+++ RECORDS SHOWN +++
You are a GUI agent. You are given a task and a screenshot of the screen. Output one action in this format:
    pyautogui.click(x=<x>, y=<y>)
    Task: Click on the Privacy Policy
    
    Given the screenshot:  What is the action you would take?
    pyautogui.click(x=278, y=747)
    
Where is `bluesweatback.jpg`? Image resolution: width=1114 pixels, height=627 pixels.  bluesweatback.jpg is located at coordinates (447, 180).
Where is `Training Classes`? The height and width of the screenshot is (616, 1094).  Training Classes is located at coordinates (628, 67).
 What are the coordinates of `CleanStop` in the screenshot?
+++
+++ RECORDS SHOWN +++
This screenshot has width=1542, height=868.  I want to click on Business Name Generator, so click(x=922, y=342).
+++
+++ RECORDS SHOWN +++
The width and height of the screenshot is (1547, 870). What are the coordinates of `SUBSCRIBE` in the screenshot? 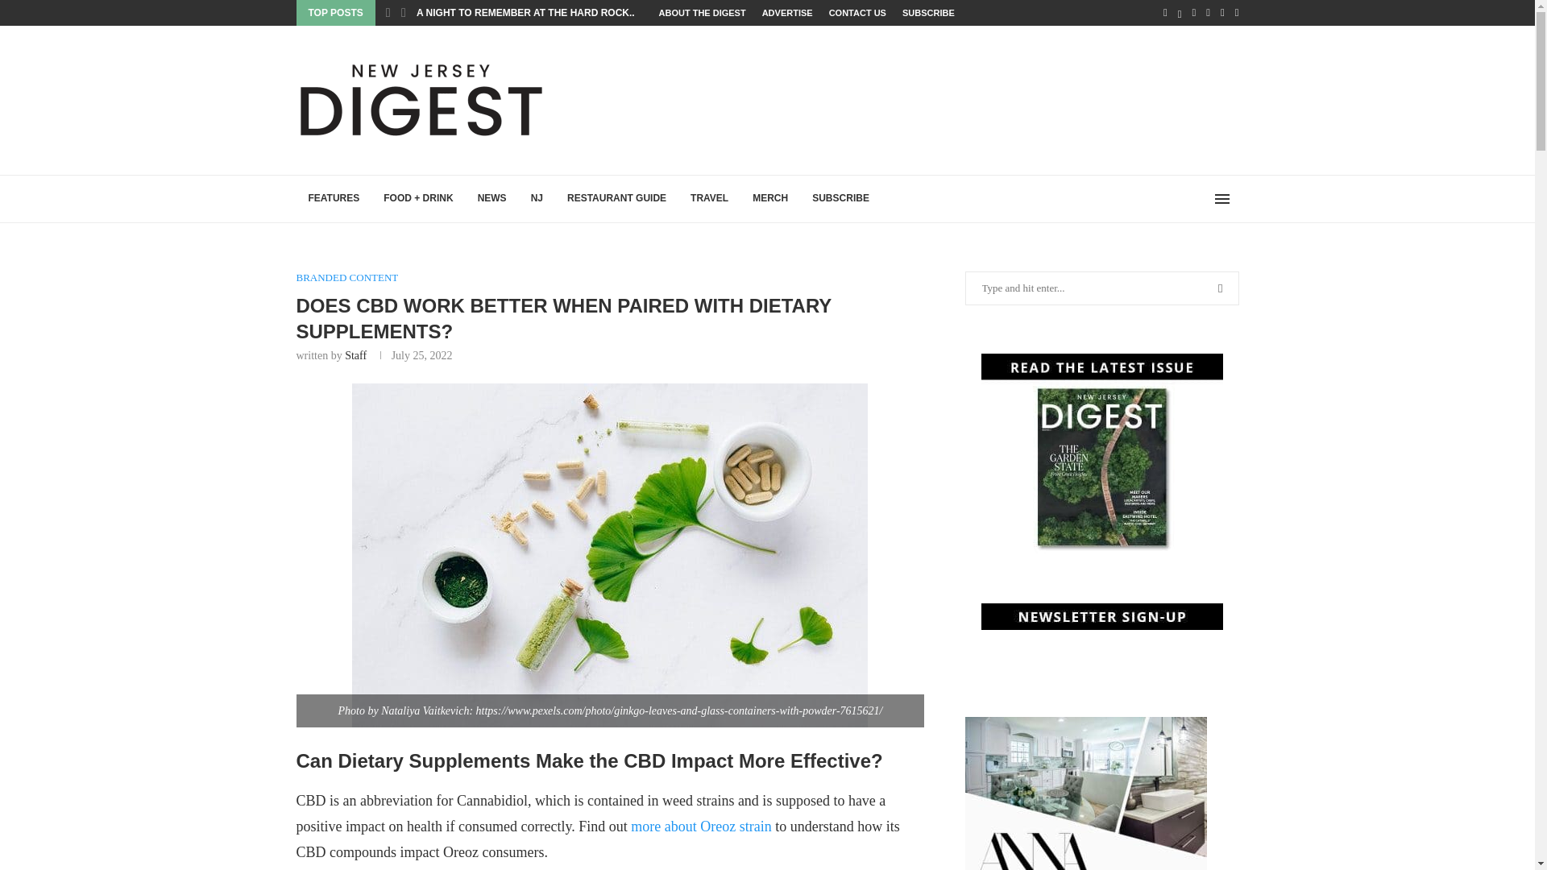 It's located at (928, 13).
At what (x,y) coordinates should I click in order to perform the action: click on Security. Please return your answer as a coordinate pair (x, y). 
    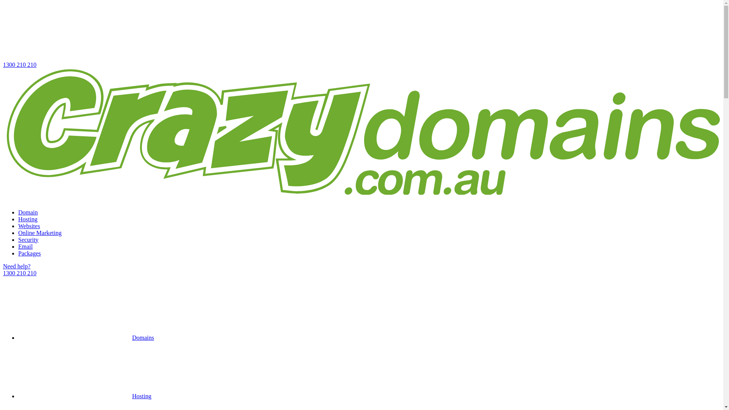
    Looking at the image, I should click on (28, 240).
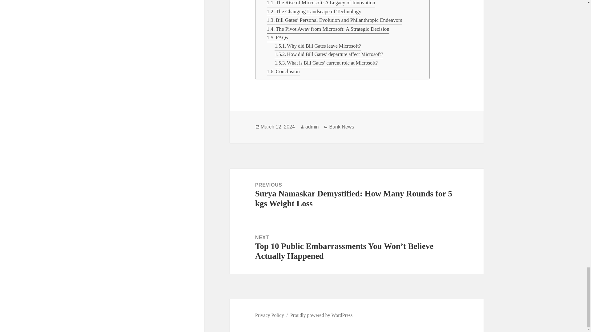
+++
▶ _INSTRUCTIONS FOR THE TASK_
Each line above that contains "Where" must be copied out.

▶ _EXERCISE SOLUTION_
Where is `bluesweatback.jpg`? Image resolution: width=1114 pixels, height=627 pixels.  bluesweatback.jpg is located at coordinates (447, 180).
Where is `Training Classes`? The height and width of the screenshot is (616, 1094).  Training Classes is located at coordinates (628, 67).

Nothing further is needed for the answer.